At his final United Nations address on Tuesday, U.S. President Barack Obama focused much of his time on what he called “the paradox that defines our world today.” By almost every objective measure, this is the best time in human history be alive. People are richer, safer, healthier, and enjoy more individual freedoms than ever before. “Yet,” the President noted, “our societies are filled with uncertainty, and unease, and strife.”
The reasons for this disconnect are varied, but to many, the steadily rising rate of global wealth and income inequality is the main culprit. From the revolts of the “Arab Spring” in 2011 to the sudden rise of populist political movements in the United States and Europe, wealth and income inequality is seen as a political tinderbox, generating angst and instability wherever it manifests. However, concrete evidence for such a link has been difficult to produce.
In a world of ‘uncertainty, unease, and strife,’ what role does economic inequality really play?
By the numbers alone, wealth and income inequality is striking. According to a 2015 study by Credit Suisse, global wealth inequality – loosely defined as the distribution of total assets amongst the population – has been rising steadily since 2008. In that study, they found that nearly half of all world wealth is held by the top one percent. Similarly, a report published by Oxfam in January of this year found that the world’s 62 richest billionaires control the same amount of wealth as the poorest half of the world’s population. These trends are matched or outstripped by income inequality, and they seem to be occurring across both developing and developed economies.
The stark nature of this growing divide has encouraged economists like Thomas Piketty to question the trajectory of globalization and even capitalism itself. In 2013, his book Capitalism in the 21st Century made waves with its primary finding that returns on accumulated wealth have begun to rise faster than economic growth over the past half century. Generally, faster economic growth dilutes the importance of wealth in a society, and in Piketty’s opinion, that growth is one of the only natural checks on unequal wealth accumulation. Without growth or some kind of global wealth tax, Piketty believes that rising inequality will inevitably lead to increased political and economic instability across the world.
However, according to Vladimir Gimpelson, Director of the Center for Labour Market Studies at the Higher School of Economics in Moscow and Cipher Brief expert, this link between economic inequality and instability is “not so linear. The traditional point of view is that inequality translates directly into instability… but the evidence doesn’t support that.” Partially, this is because inequality can be difficult to accurately measure. However, even when using reliable statistics, the deeper problem is that perceptions of inequality are vastly different from the measured reality.
In other words, the inequality that ordinary people feel and experience appears to have very little correlation to actual measured inequality in their country. This is, in Gimpelson’s mind, “a more or less universal phenomenon,” which occurs in both rich and poor countries, and can lead to somewhat perverse results. For instance, the United States is one of the most unequal countries in the world statistically. In a 2015 estimation of the Gini Coefficient – a standardized measure of inequality – by Allianz, the U.S. ranked number one as the most unequal country in the world. However, according to Daniel Treisman, Professor of Political Science at UCLA and Cipher Brief expert, Americans have traditionally “tended to think that there is less inequality and more upward mobility in the U.S. than there actually is.” On the opposite side of this phenomenon, France, which enjoys a relatively low inequality ranking, tends to perceive income and wealth inequality as much higher than the rankings would suggest.
This is not to say that inequality bears no connection to instability, but it does suggest that inequality only becomes truly volatile once it is widely perceived to exist. Such perceptions are not necessarily driven by facts about wealth accumulation or income distribution. Instead, they may be more affected by factors like mass media, the relative wealth of a person’s social group, or the visibility of extreme wealth in society. However, perceptions may also be driven by other indicators of real inequality, which are difficult for economic research to accurately portray for some reason. One example of this is Egypt, where, despite strong macroeconomic indicators and nominally declining inequality statistics under President Hosni Mubarak, ordinary Egyptians clearly felt a level of economic inequality that would prove to be one of the main drivers of the Revolution in 2011.
At the end of the day, these subjective measure of inequality do seem to have a clear effect on political and economic instability within countries and across regions, but the factors that drive such perceptions will be more difficult to identify than pure wealth or income disparity itself. What is clear is that, as Treisman notes, general “dissatisfaction with high levels of inequality has been unusually high” over the last decade. As the perception of global inequality rises, instability seems likely to follow. The question remains how to identify where and what form that instability will take, and what to do to address its underlying cause.
Fritz Lodge is an international producer at The Cipher Brief.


GOAL OF THE EXERCISE:
Return all the data, word for word.

INPUT:

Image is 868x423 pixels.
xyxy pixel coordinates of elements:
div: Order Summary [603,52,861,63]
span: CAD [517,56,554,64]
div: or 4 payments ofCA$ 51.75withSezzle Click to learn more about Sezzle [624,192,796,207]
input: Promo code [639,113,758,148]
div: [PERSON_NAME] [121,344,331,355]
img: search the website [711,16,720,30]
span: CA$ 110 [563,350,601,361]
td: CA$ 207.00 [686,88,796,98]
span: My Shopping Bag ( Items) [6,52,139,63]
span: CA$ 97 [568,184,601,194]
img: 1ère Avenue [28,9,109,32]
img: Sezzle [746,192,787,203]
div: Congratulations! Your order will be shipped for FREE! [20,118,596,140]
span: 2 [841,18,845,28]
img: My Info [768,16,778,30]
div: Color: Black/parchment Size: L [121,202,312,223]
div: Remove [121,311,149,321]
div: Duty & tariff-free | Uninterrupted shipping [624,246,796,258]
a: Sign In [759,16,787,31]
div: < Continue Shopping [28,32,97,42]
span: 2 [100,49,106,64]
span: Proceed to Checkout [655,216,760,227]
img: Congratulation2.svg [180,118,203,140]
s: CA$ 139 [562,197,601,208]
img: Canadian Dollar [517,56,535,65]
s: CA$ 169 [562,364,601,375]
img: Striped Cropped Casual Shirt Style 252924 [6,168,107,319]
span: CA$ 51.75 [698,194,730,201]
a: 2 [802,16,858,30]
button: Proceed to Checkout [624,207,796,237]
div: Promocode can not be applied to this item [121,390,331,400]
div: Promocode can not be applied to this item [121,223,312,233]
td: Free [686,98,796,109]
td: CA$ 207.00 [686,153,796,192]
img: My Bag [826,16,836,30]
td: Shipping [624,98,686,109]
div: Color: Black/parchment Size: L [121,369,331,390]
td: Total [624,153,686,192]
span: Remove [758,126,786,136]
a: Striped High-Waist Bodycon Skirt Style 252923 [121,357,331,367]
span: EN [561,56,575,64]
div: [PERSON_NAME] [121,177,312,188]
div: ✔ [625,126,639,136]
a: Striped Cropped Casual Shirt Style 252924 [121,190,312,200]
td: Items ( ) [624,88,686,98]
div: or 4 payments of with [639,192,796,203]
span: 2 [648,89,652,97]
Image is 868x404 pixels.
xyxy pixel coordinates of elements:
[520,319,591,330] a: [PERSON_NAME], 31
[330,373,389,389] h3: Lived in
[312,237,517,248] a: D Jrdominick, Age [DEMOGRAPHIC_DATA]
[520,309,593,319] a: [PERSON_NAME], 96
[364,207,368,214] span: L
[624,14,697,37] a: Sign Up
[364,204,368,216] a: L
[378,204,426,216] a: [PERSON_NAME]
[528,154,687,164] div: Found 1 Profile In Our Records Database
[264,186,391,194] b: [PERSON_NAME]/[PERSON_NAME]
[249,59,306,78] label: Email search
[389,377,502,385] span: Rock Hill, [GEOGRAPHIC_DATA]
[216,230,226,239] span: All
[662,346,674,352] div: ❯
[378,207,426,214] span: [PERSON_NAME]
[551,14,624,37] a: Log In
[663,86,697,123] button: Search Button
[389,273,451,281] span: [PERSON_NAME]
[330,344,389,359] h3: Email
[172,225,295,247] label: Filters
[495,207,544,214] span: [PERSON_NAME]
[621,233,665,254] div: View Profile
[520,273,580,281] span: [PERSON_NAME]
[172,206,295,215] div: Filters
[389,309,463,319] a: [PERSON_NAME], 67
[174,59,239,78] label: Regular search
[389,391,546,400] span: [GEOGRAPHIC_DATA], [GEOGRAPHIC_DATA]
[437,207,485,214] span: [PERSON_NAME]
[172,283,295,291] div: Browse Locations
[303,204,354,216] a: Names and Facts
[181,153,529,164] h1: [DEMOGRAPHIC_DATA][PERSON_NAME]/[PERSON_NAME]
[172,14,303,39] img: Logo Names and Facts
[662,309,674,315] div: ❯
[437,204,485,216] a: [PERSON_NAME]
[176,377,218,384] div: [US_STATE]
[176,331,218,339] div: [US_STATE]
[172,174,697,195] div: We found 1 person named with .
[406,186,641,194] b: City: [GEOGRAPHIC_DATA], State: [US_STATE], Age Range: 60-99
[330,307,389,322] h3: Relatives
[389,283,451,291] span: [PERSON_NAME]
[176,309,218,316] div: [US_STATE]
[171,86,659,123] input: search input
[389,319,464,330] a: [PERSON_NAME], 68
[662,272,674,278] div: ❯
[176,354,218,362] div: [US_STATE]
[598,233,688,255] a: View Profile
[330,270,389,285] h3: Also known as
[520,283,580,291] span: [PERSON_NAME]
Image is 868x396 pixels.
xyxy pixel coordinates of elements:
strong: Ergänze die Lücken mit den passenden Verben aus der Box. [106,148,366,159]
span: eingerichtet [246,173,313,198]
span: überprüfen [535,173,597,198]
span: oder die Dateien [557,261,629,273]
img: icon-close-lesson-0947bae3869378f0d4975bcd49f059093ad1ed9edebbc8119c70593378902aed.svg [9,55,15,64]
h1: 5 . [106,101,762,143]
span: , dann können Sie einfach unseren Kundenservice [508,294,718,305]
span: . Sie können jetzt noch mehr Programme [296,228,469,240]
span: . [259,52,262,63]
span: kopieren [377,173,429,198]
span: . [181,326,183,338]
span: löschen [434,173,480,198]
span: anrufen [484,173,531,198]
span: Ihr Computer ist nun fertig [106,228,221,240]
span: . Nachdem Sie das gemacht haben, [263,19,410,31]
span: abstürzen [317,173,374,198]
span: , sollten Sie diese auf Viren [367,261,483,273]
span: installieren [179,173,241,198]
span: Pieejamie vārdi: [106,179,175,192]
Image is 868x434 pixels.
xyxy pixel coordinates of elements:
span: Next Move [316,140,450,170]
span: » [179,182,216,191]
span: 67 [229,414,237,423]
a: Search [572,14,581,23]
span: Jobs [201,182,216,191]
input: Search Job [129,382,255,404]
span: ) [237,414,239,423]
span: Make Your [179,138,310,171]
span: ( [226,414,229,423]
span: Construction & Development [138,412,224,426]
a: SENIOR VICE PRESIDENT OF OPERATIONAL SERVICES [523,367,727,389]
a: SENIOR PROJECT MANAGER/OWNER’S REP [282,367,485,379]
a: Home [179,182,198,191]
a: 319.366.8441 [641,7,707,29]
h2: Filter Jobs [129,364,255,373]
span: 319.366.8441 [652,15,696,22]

SOLUTION BELOW:
Image is 868x423 pixels.
xyxy pixel coordinates of elements:
div: Order Summary [603,52,861,63]
span: CAD [517,56,554,64]
div: or 4 payments ofCA$ 51.75withSezzle Click to learn more about Sezzle [624,192,796,207]
input: Promo code [639,113,758,148]
div: [PERSON_NAME] [121,344,331,355]
img: search the website [711,16,720,30]
span: CA$ 110 [563,350,601,361]
td: CA$ 207.00 [686,88,796,98]
span: My Shopping Bag ( Items) [6,52,139,63]
span: CA$ 97 [568,184,601,194]
img: 1ère Avenue [28,9,109,32]
img: Sezzle [746,192,787,203]
div: Congratulations! Your order will be shipped for FREE! [20,118,596,140]
span: 2 [841,18,845,28]
img: My Info [768,16,778,30]
div: Color: Black/parchment Size: L [121,202,312,223]
div: Remove [121,311,149,321]
div: Duty & tariff-free | Uninterrupted shipping [624,246,796,258]
a: Sign In [759,16,787,31]
div: < Continue Shopping [28,32,97,42]
span: 2 [100,49,106,64]
span: Proceed to Checkout [655,216,760,227]
img: Congratulation2.svg [180,118,203,140]
s: CA$ 139 [562,197,601,208]
img: Canadian Dollar [517,56,535,65]
s: CA$ 169 [562,364,601,375]
img: Striped Cropped Casual Shirt Style 252924 [6,168,107,319]
span: CA$ 51.75 [698,194,730,201]
a: 2 [802,16,858,30]
button: Proceed to Checkout [624,207,796,237]
div: Promocode can not be applied to this item [121,390,331,400]
div: Promocode can not be applied to this item [121,223,312,233]
td: Free [686,98,796,109]
td: CA$ 207.00 [686,153,796,192]
img: My Bag [826,16,836,30]
td: Shipping [624,98,686,109]
div: Color: Black/parchment Size: L [121,369,331,390]
td: Total [624,153,686,192]
span: Remove [758,126,786,136]
a: Striped High-Waist Bodycon Skirt Style 252923 [121,357,331,367]
span: EN [561,56,575,64]
div: [PERSON_NAME] [121,177,312,188]
div: ✔ [625,126,639,136]
a: Striped Cropped Casual Shirt Style 252924 [121,190,312,200]
td: Items ( ) [624,88,686,98]
div: or 4 payments of with [639,192,796,203]
span: 2 [648,89,652,97]
Image is 868x404 pixels.
xyxy pixel coordinates of elements:
[520,319,591,330] a: [PERSON_NAME], 31
[330,373,389,389] h3: Lived in
[312,237,517,248] a: D Jrdominick, Age [DEMOGRAPHIC_DATA]
[520,309,593,319] a: [PERSON_NAME], 96
[364,207,368,214] span: L
[624,14,697,37] a: Sign Up
[364,204,368,216] a: L
[378,204,426,216] a: [PERSON_NAME]
[528,154,687,164] div: Found 1 Profile In Our Records Database
[264,186,391,194] b: [PERSON_NAME]/[PERSON_NAME]
[249,59,306,78] label: Email search
[389,377,502,385] span: Rock Hill, [GEOGRAPHIC_DATA]
[216,230,226,239] span: All
[662,346,674,352] div: ❯
[378,207,426,214] span: [PERSON_NAME]
[551,14,624,37] a: Log In
[663,86,697,123] button: Search Button
[389,273,451,281] span: [PERSON_NAME]
[330,344,389,359] h3: Email
[172,225,295,247] label: Filters
[495,207,544,214] span: [PERSON_NAME]
[621,233,665,254] div: View Profile
[520,273,580,281] span: [PERSON_NAME]
[172,206,295,215] div: Filters
[389,309,463,319] a: [PERSON_NAME], 67
[174,59,239,78] label: Regular search
[389,391,546,400] span: [GEOGRAPHIC_DATA], [GEOGRAPHIC_DATA]
[437,207,485,214] span: [PERSON_NAME]
[172,283,295,291] div: Browse Locations
[303,204,354,216] a: Names and Facts
[181,153,529,164] h1: [DEMOGRAPHIC_DATA][PERSON_NAME]/[PERSON_NAME]
[172,14,303,39] img: Logo Names and Facts
[662,309,674,315] div: ❯
[437,204,485,216] a: [PERSON_NAME]
[176,377,218,384] div: [US_STATE]
[176,331,218,339] div: [US_STATE]
[172,174,697,195] div: We found 1 person named with .
[406,186,641,194] b: City: [GEOGRAPHIC_DATA], State: [US_STATE], Age Range: 60-99
[330,307,389,322] h3: Relatives
[389,283,451,291] span: [PERSON_NAME]
[176,309,218,316] div: [US_STATE]
[171,86,659,123] input: search input
[389,319,464,330] a: [PERSON_NAME], 68
[662,272,674,278] div: ❯
[176,354,218,362] div: [US_STATE]
[598,233,688,255] a: View Profile
[330,270,389,285] h3: Also known as
[520,283,580,291] span: [PERSON_NAME]
Image is 868x396 pixels.
xyxy pixel coordinates of elements:
strong: Ergänze die Lücken mit den passenden Verben aus der Box. [106,148,366,159]
span: eingerichtet [246,173,313,198]
span: überprüfen [535,173,597,198]
span: oder die Dateien [557,261,629,273]
img: icon-close-lesson-0947bae3869378f0d4975bcd49f059093ad1ed9edebbc8119c70593378902aed.svg [9,55,15,64]
h1: 5 . [106,101,762,143]
span: , dann können Sie einfach unseren Kundenservice [508,294,718,305]
span: . Sie können jetzt noch mehr Programme [296,228,469,240]
span: . [259,52,262,63]
span: kopieren [377,173,429,198]
span: . [181,326,183,338]
span: löschen [434,173,480,198]
span: anrufen [484,173,531,198]
span: Ihr Computer ist nun fertig [106,228,221,240]
span: . Nachdem Sie das gemacht haben, [263,19,410,31]
span: abstürzen [317,173,374,198]
span: , sollten Sie diese auf Viren [367,261,483,273]
span: installieren [179,173,241,198]
span: Pieejamie vārdi: [106,179,175,192]
Image is 868x434 pixels.
xyxy pixel coordinates of elements:
span: Next Move [316,140,450,170]
span: » [179,182,216,191]
span: 67 [229,414,237,423]
a: Search [572,14,581,23]
span: Jobs [201,182,216,191]
input: Search Job [129,382,255,404]
span: ) [237,414,239,423]
span: Make Your [179,138,310,171]
span: ( [226,414,229,423]
span: Construction & Development [138,412,224,426]
a: SENIOR VICE PRESIDENT OF OPERATIONAL SERVICES [523,367,727,389]
a: SENIOR PROJECT MANAGER/OWNER’S REP [282,367,485,379]
a: Home [179,182,198,191]
a: 319.366.8441 [641,7,707,29]
h2: Filter Jobs [129,364,255,373]
span: 319.366.8441 [652,15,696,22]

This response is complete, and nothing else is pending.